Cultural Collection Enhancement Project
Cultural Collection Enhancement is a First Nations led digitisation program of collection management works built on cultural engagement and best practice principles.
Cultural Collection Enhancement is a major First Nations led digitisation program of collection management works built on Truth Telling principles. Cultural Collection Enhancement is digitising the Australian Museum cultural collections and actioning broad brush stroke collection enhancement programs. The team are actively removing data bias, correcting records, removing racist data, generating exceptional suites of digital assets all the while prioritising First Nations voices in museum collection management.
The levels of digitisation programs include:
- Digital collection registration
- Digitisation – photo-documentation
- Collection and storage barcoding
- Registration record enhancement
- Traditional cultural knowledge holder consultation works in collaboration with First Nations communities from across Australia and the Pacific
Importantly, Cultural Collection Enhancement are First Nations led strategic programs of Museum collection digitisation work. The approach to digitisation responds to the needs of the collections, First Nations Community, public education and NSW curriculum, Museum exhibitions, NSW Pasifika diaspora, climate crisis, and research.
The Australian Museum has spent almost 200 years building a vast collection of 22 million specimens, cultural collection items, and archives. The Cultural Collections comprise one third of the Museum’s 16 collection areas and are made up of Aboriginal and Torres Strait Islands Cultural Collection, Aboriginal Archaeology, Archives, Pasifika Cultural Collections, Rare Books Library, and World Cultures Collection.
Introduction from Moemoana Schwenke
Moemoana Schwenke is the Pasifika Consultations Officer for the Cultural Collections Enhancement Project. Moemoana introduces the CCEP Pasifika Program and discusses the importance of her role in maintaining cultural collections.
Talofa lava, Bula Vinaka, Iakwe, warmest Pacific greetings. I would like to
begin by acknowledging the Gadigal people of Eora country and
Burramattagal people of Dharug country. They are the original owners and traditional custodians of the land in which the Australian Museum is
situated on. I pay my deepest respects to their elders, past, present and
emerging.
Always was and always will be Aboriginal land. My name is my Moemoana Safa'ato'a Schwenke. I am from the treasured islands of Samoa, and I am the current Miss Samoa and Miss Pacific Islands and an employee of the Australian Museum as the Pasifika Consultation Officer under the Cultural Collections Enhancement Project, which is also known as CCEP. The Australian Museum is the oldest museum in Australia and the fifth oldest natural history museum in the world.
Many museums of the world, including the Australian Museum, have a
legacy rooted in colonialism and imperialism. So fast forward to present,
the Australian Museum have reevaluated their own relationship to cultural objects and changed their view of the museum as the owner of cultural objects to custodians of these collections, with an obligation to the peoples who created the cultural objects and obligation to their stories, and an obligation to their descendants.
My role as part of CCEP was to prioritise Indigenous voices, amplify the
cultural significance of the treasures that Australian Museum is custodians of, and to make the collections more accessible to their owners, their people. The Australian Museum's Cultural Collections Enhancement Project includes work across six collections, which include the Aboriginal and Torres Strait Islander Cultural Collections, Aboriginal Archeology Collection, Pasifica Cultural Collections, World Cultures Collections, archives and library.
The CCEP Digitisation Team has the responsibility of creating high quality records of the museum's cultural collections. This covers a wide range of activities from the preparations of cultural collection, objects for documentation enhancement, community consultation and digitisation which included object handling, registrations of collection objects, barcoding, data entry and much more. The Pacific Collection at the Australian Museum, which I was blessed to work with, has over 64,000 treasures from across the Pacific Islands.
Treasures created hundreds of years ago by the hands of my Ancestors,
our Pacific Ancestors. Treasures created by the same hands that for
generations past guided and sustained us, our lands and our waters.
Treasures that have so much potential to teach us both about the beauty and sacredness of our people, but also the complexities of the Pacific and what it means to be a Pacific person today, in the past and into the future.
Rethinking museum digitisation
Cultural Collections Enhancement Manager, Meredith Lynch Underwood discusses the Australian Museum's commitment to prioritising First Nations voices in cultural collection enhancement and digitisation. Through programs that engage with communities across Australia and the Pacific, the Museum is improving access, correcting data biases, and enhancing collection records with traditional knowledge, ensuring the accurate representation of cultural materials and heritage.
Learn more about collection digitisation
Collection Enhancement Project staff
Innovate Reconciliation Action Plan
The Australian Museum is proud to share our Innovate Reconciliation Action Plan 2023-2025 outlining the many actions the Museum is taking to reconcile with our past and build a shared future together with First Nations peoples.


Work out the number of lines in the listing below that include "image", and answer with it alone.

Extracted data
[Start of section]
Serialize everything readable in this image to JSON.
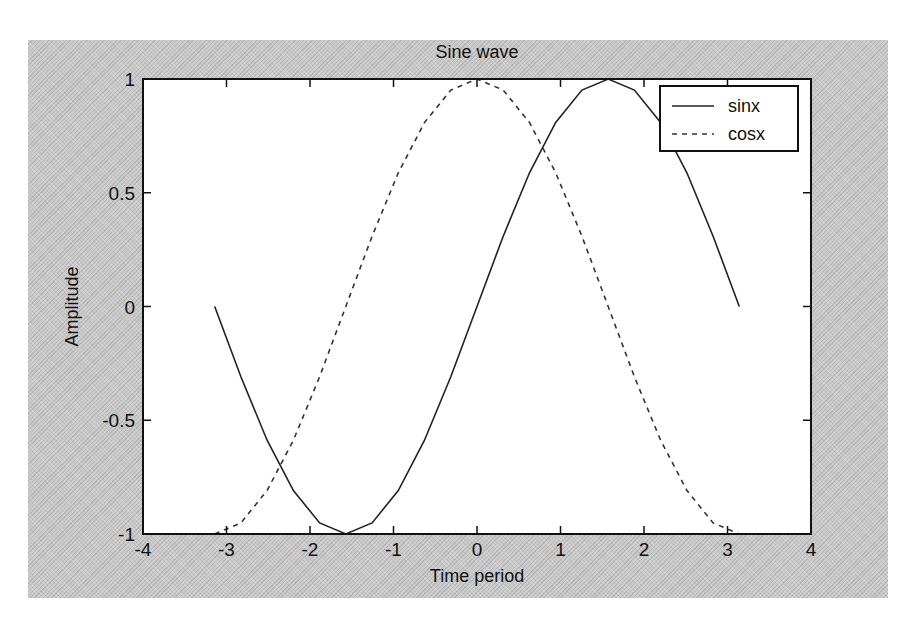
{
  "chart_data": {
    "type": "line",
    "title": "Sine wave",
    "xlabel": "Time period",
    "ylabel": "Amplitude",
    "xlim": [
      -4,
      4
    ],
    "ylim": [
      -1,
      1
    ],
    "xticks": [
      -4,
      -3,
      -2,
      -1,
      0,
      1,
      2,
      3,
      4
    ],
    "xtick_labels": [
      "-4",
      "-3",
      "-2",
      "-1",
      "0",
      "1",
      "2",
      "3",
      "4"
    ],
    "yticks": [
      -1,
      -0.5,
      0,
      0.5,
      1
    ],
    "ytick_labels": [
      "-1",
      "-0.5",
      "0",
      "0.5",
      "1"
    ],
    "grid": false,
    "legend_position": "upper right",
    "x": [
      -3.1416,
      -2.8274,
      -2.5133,
      -2.1991,
      -1.885,
      -1.5708,
      -1.2566,
      -0.9425,
      -0.6283,
      -0.3142,
      0.0,
      0.3142,
      0.6283,
      0.9425,
      1.2566,
      1.5708,
      1.885,
      2.1991,
      2.5133,
      2.8274,
      3.1416
    ],
    "series": [
      {
        "name": "sinx",
        "line_style": "solid",
        "color": "#222222",
        "values": [
          0.0,
          -0.309,
          -0.5878,
          -0.809,
          -0.9511,
          -1.0,
          -0.9511,
          -0.809,
          -0.5878,
          -0.309,
          0.0,
          0.309,
          0.5878,
          0.809,
          0.9511,
          1.0,
          0.9511,
          0.809,
          0.5878,
          0.309,
          0.0
        ]
      },
      {
        "name": "cosx",
        "line_style": "dashed",
        "color": "#333333",
        "values": [
          -1.0,
          -0.9511,
          -0.809,
          -0.5878,
          -0.309,
          0.0,
          0.309,
          0.5878,
          0.809,
          0.9511,
          1.0,
          0.9511,
          0.809,
          0.5878,
          0.309,
          0.0,
          -0.309,
          -0.5878,
          -0.809,
          -0.9511,
          -1.0
        ]
      }
    ]
  },
  "colors": {
    "figure_background": "#c8c8c8",
    "axes_background": "#ffffff",
    "axes_edge": "#111111"
  }
}
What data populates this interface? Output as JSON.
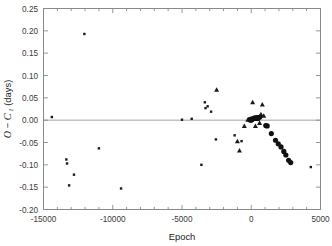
{
  "chart_data": {
    "type": "scatter",
    "title": "",
    "xlabel": "Epoch",
    "ylabel": "O − C 1 (days)",
    "ylabel_parts": {
      "o": "O",
      "minus": "−",
      "c": "C",
      "sub": "1",
      "units": "(days)"
    },
    "xlim": [
      -15000,
      5000
    ],
    "ylim": [
      -0.2,
      0.25
    ],
    "xticks": [
      -15000,
      -10000,
      -5000,
      0,
      5000
    ],
    "xticklabels": [
      "-15000",
      "-10000",
      "-5000",
      "0",
      "5000"
    ],
    "xminor_step": 1000,
    "yticks": [
      0.25,
      0.2,
      0.15,
      0.1,
      0.05,
      0.0,
      -0.05,
      -0.1,
      -0.15,
      -0.2
    ],
    "yticklabels": [
      "0.25",
      "0.20",
      "0.15",
      "0.10",
      "0.05",
      "0.00",
      "-0.05",
      "-0.10",
      "-0.15",
      "-0.20"
    ],
    "grid": false,
    "legend": "none",
    "reference_line": {
      "y": 0.0,
      "color": "#9a9a9a"
    },
    "marker_color": "#111111",
    "series": [
      {
        "name": "visual/photographic (small dots)",
        "marker": "small-dot",
        "points": [
          [
            -14400,
            0.007
          ],
          [
            -13350,
            -0.088
          ],
          [
            -13300,
            -0.097
          ],
          [
            -13150,
            -0.146
          ],
          [
            -12800,
            -0.122
          ],
          [
            -12050,
            0.193
          ],
          [
            -11000,
            -0.063
          ],
          [
            -9400,
            -0.153
          ],
          [
            -5000,
            0.001
          ],
          [
            -4300,
            0.003
          ],
          [
            -3600,
            -0.1
          ],
          [
            -3350,
            0.04
          ],
          [
            -3300,
            0.027
          ],
          [
            -3150,
            0.031
          ],
          [
            -2900,
            0.019
          ],
          [
            -2550,
            -0.043
          ],
          [
            -1200,
            -0.034
          ],
          [
            -700,
            -0.047
          ],
          [
            4300,
            -0.105
          ]
        ]
      },
      {
        "name": "photoelectric (triangles)",
        "marker": "triangle",
        "points": [
          [
            -2500,
            0.068
          ],
          [
            -1000,
            -0.047
          ],
          [
            -850,
            -0.068
          ],
          [
            -500,
            -0.013
          ],
          [
            -250,
            0.001
          ],
          [
            100,
            0.04
          ],
          [
            300,
            -0.013
          ],
          [
            450,
            0.003
          ],
          [
            700,
            0.013
          ],
          [
            800,
            0.035
          ],
          [
            900,
            0.01
          ],
          [
            600,
            -0.006
          ]
        ]
      },
      {
        "name": "CCD (large filled circles)",
        "marker": "large-circle",
        "points": [
          [
            -100,
            0.001
          ],
          [
            -60,
            0.002
          ],
          [
            -30,
            0.0
          ],
          [
            0,
            0.002
          ],
          [
            40,
            0.001
          ],
          [
            80,
            0.003
          ],
          [
            200,
            0.004
          ],
          [
            260,
            0.005
          ],
          [
            330,
            0.004
          ],
          [
            420,
            0.006
          ],
          [
            500,
            0.005
          ],
          [
            620,
            0.007
          ],
          [
            1050,
            -0.012
          ],
          [
            1150,
            -0.013
          ],
          [
            1450,
            -0.03
          ],
          [
            1750,
            -0.045
          ],
          [
            1950,
            -0.053
          ],
          [
            2150,
            -0.06
          ],
          [
            2350,
            -0.07
          ],
          [
            2500,
            -0.078
          ],
          [
            2700,
            -0.09
          ],
          [
            2850,
            -0.095
          ]
        ]
      }
    ]
  }
}
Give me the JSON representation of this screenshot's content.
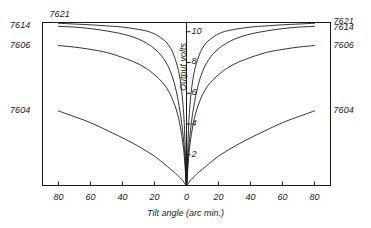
{
  "chart_data": {
    "type": "line",
    "title": "",
    "xlabel": "Tilt angle (arc min.)",
    "ylabel": "Output volts",
    "xticks": [
      80,
      60,
      40,
      20,
      0,
      20,
      40,
      60,
      80
    ],
    "xlim": [
      -90,
      90
    ],
    "yticks": [
      2,
      4,
      6,
      8,
      10
    ],
    "ylim": [
      0,
      10.6
    ],
    "grid": false,
    "legend_position": "inline-end-labels",
    "series": [
      {
        "name": "7621",
        "left_label": "7621",
        "right_label": "7621",
        "left_label_position": "above-top-left",
        "x": [
          -80,
          -70,
          -60,
          -50,
          -40,
          -30,
          -22,
          -16,
          -11,
          -7,
          -4,
          -2,
          -1,
          0,
          1,
          2,
          4,
          7,
          11,
          16,
          22,
          30,
          40,
          50,
          60,
          70,
          80
        ],
        "y": [
          10.55,
          10.5,
          10.45,
          10.38,
          10.3,
          10.15,
          9.95,
          9.6,
          9.1,
          8.2,
          6.9,
          5.0,
          3.0,
          0,
          3.0,
          5.0,
          6.9,
          8.2,
          9.1,
          9.6,
          9.95,
          10.15,
          10.3,
          10.38,
          10.45,
          10.5,
          10.55
        ]
      },
      {
        "name": "7614",
        "left_label": "7614",
        "right_label": "7614",
        "left_label_position": "left-axis",
        "x": [
          -80,
          -70,
          -60,
          -50,
          -40,
          -32,
          -25,
          -19,
          -14,
          -10,
          -7,
          -4.5,
          -2.5,
          -1,
          0,
          1,
          2.5,
          4.5,
          7,
          10,
          14,
          19,
          25,
          32,
          40,
          50,
          60,
          70,
          80
        ],
        "y": [
          10.35,
          10.3,
          10.2,
          10.05,
          9.85,
          9.6,
          9.25,
          8.8,
          8.2,
          7.4,
          6.4,
          5.1,
          3.6,
          1.9,
          0,
          1.9,
          3.6,
          5.1,
          6.4,
          7.4,
          8.2,
          8.8,
          9.25,
          9.6,
          9.85,
          10.05,
          10.2,
          10.3,
          10.35
        ]
      },
      {
        "name": "7606",
        "left_label": "7606",
        "right_label": "7606",
        "left_label_position": "left-axis",
        "x": [
          -80,
          -70,
          -60,
          -52,
          -45,
          -38,
          -31,
          -25,
          -20,
          -15,
          -11,
          -8,
          -5.5,
          -3.5,
          -2,
          -1,
          0,
          1,
          2,
          3.5,
          5.5,
          8,
          11,
          15,
          20,
          25,
          31,
          38,
          45,
          52,
          60,
          70,
          80
        ],
        "y": [
          9.1,
          9.0,
          8.85,
          8.7,
          8.5,
          8.25,
          7.95,
          7.6,
          7.2,
          6.7,
          6.1,
          5.4,
          4.6,
          3.6,
          2.5,
          1.4,
          0,
          1.4,
          2.5,
          3.6,
          4.6,
          5.4,
          6.1,
          6.7,
          7.2,
          7.6,
          7.95,
          8.25,
          8.5,
          8.7,
          8.85,
          9.0,
          9.1
        ]
      },
      {
        "name": "7604",
        "left_label": "7604",
        "right_label": "7604",
        "left_label_position": "left-axis",
        "x": [
          -80,
          -72,
          -64,
          -56,
          -48,
          -40,
          -33,
          -26,
          -20,
          -15,
          -11,
          -7.5,
          -5,
          -3,
          -1.5,
          0,
          1.5,
          3,
          5,
          7.5,
          11,
          15,
          20,
          26,
          33,
          40,
          48,
          56,
          64,
          72,
          80
        ],
        "y": [
          4.85,
          4.55,
          4.25,
          3.9,
          3.5,
          3.1,
          2.72,
          2.3,
          1.9,
          1.5,
          1.15,
          0.85,
          0.6,
          0.4,
          0.2,
          0,
          0.2,
          0.4,
          0.6,
          0.85,
          1.15,
          1.5,
          1.9,
          2.3,
          2.72,
          3.1,
          3.5,
          3.9,
          4.25,
          4.55,
          4.85
        ]
      }
    ]
  },
  "labels": {
    "left": [
      {
        "text": "7621"
      },
      {
        "text": "7614"
      },
      {
        "text": "7606"
      },
      {
        "text": "7604"
      }
    ],
    "right": [
      {
        "text": "7621"
      },
      {
        "text": "7614"
      },
      {
        "text": "7606"
      },
      {
        "text": "7604"
      }
    ]
  },
  "axes": {
    "x_title": "Tilt angle (arc min.)",
    "y_title": "Output volts",
    "x_tick_labels": [
      "80",
      "60",
      "40",
      "20",
      "0",
      "20",
      "40",
      "60",
      "80"
    ],
    "y_tick_labels": [
      "2",
      "4",
      "6",
      "8",
      "10"
    ]
  },
  "style": {
    "line_color": "#1a1a1a",
    "frame_color": "#1a1a1a",
    "background": "#ffffff"
  }
}
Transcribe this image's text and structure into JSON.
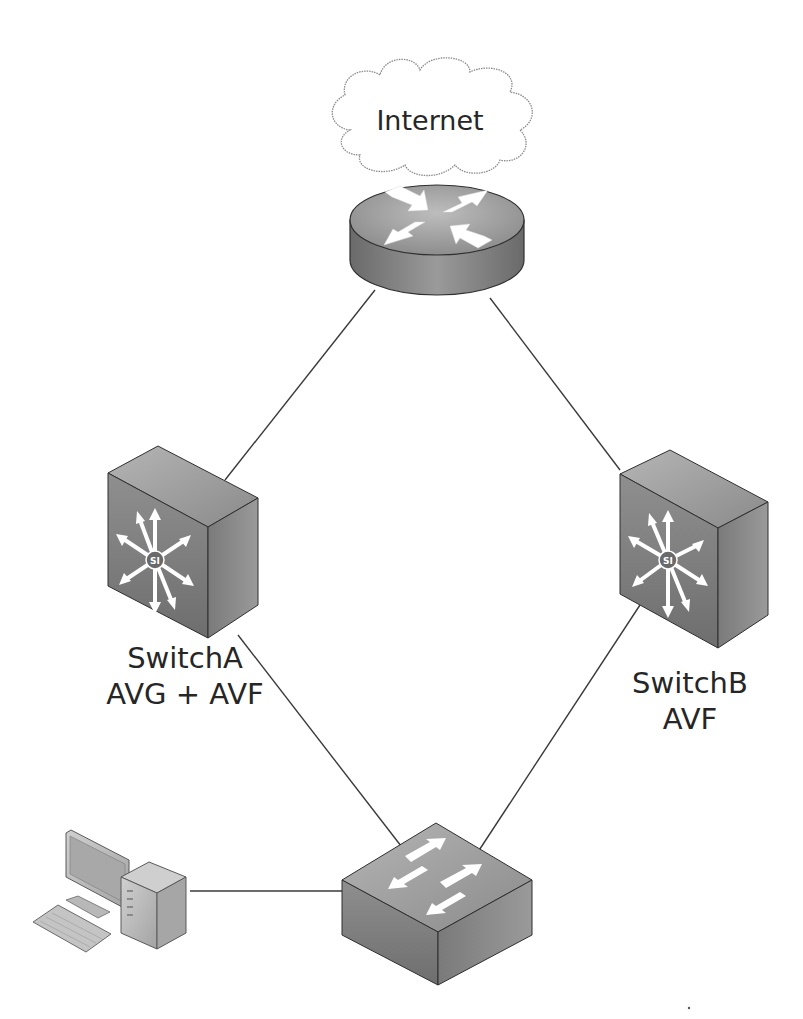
{
  "diagram": {
    "type": "network-topology",
    "nodes": {
      "internet": {
        "label": "Internet",
        "icon": "cloud-icon"
      },
      "router": {
        "label": "",
        "icon": "router-icon"
      },
      "switch_a": {
        "name": "SwitchA",
        "role": "AVG + AVF",
        "icon": "layer3-switch-icon"
      },
      "switch_b": {
        "name": "SwitchB",
        "role": "AVF",
        "icon": "layer3-switch-icon"
      },
      "access_switch": {
        "label": "",
        "icon": "layer2-switch-icon"
      },
      "pc": {
        "label": "",
        "icon": "workstation-icon"
      }
    },
    "links": [
      {
        "from": "internet",
        "to": "router"
      },
      {
        "from": "router",
        "to": "switch_a"
      },
      {
        "from": "router",
        "to": "switch_b"
      },
      {
        "from": "switch_a",
        "to": "access_switch"
      },
      {
        "from": "switch_b",
        "to": "access_switch"
      },
      {
        "from": "pc",
        "to": "access_switch"
      }
    ],
    "colors": {
      "line": "#3a3a3a",
      "device_dark": "#5a5a5a",
      "device_mid": "#8c8c8c",
      "device_light": "#b8b8b8",
      "arrow": "#ffffff",
      "cloud_stroke": "#8a8a8a",
      "text": "#262626"
    }
  }
}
[End of section]
Answer
2